To Andre-Louis in that moment he seemed a singularly
tragic figure. Noble, perhaps, but very pitiful.
THE HERITAGE
It was M. de Vilmorin’s desire that the matter
should be settled out of hand. In this he was
at once objective and subjective. A prey to
emotions sadly at conflict with his priestly vocation,
he was above all in haste to have done, so that he
might resume a frame of mind more proper to it.
Also he feared himself a little; by which I mean
that his honour feared his nature. The circumstances
of his education, and the goal that for some years
now he had kept in view, had robbed him of much of
that spirited brutality that is the birthright of
the male. He had grown timid and gentle as a
woman.
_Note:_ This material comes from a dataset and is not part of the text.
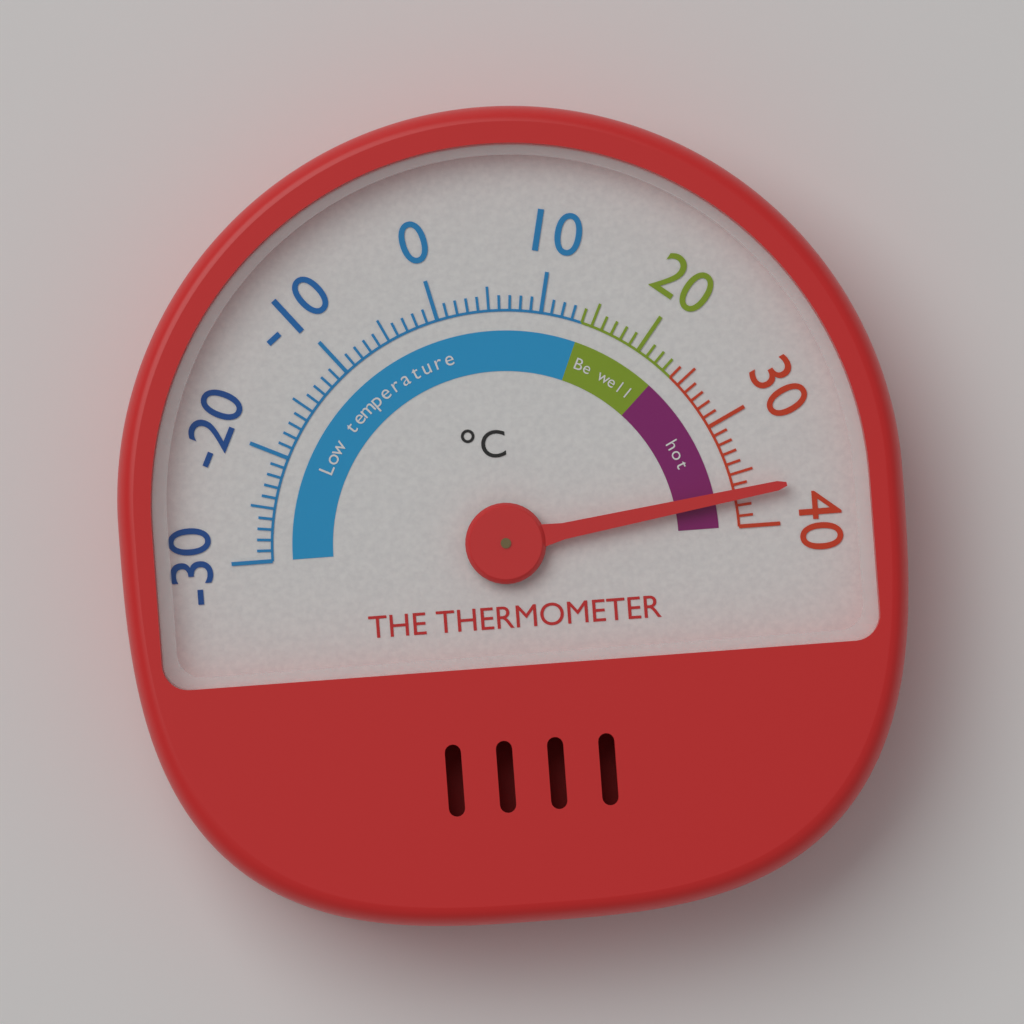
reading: 37 °C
Aware of it, he feared that once the heat
of his passion was spent he might betray a dishonouring
weakness, in the ordeal.
M. le Marquis, on his side, was no less eager for
an immediate settlement; and since they had M. de
Chabrillane to act for his cousin, and Andre-Louis
to serve as witness for M. de Vilmorin, there was
nothing to delay them.
And so, within a few minutes, all arrangements were
concluded, and you behold that sinisterly intentioned
little group of four assembled in the afternoon sunshine
on the bowling-green behind the inn. They were
entirely private, screened more or less from the windows
of the house by a ramage of trees, which, if leafless
now, was at least dense enough to provide an effective
lattice.
There were no formalities over measurements of blades
or selection of ground. M. le Marquis removed
his sword-belt and scabbard, but declined —
not considering it worth while for the sake of so negligible
an opponent — to divest himself either of his
shoes or his coat. Tall, lithe, and athletic,
he stood to face the no less tall, but very delicate
and frail, M. de Vilmorin. The latter also disdained
to make any of the usual preparations. Since
he recognized that it could avail him nothing to strip,
he came on guard fully dressed, two hectic spots above
the cheek-bones burning on his otherwise grey face.
M. de Chabrillane, leaning upon a cane — for
he had relinquished his sword to M. de Vilmorin —
looked on with quiet interest. Facing him on
the other side of the combatants stood Andre-Louis,
the palest of the four, staring from fevered eyes,
twisting and untwisting clammy hands.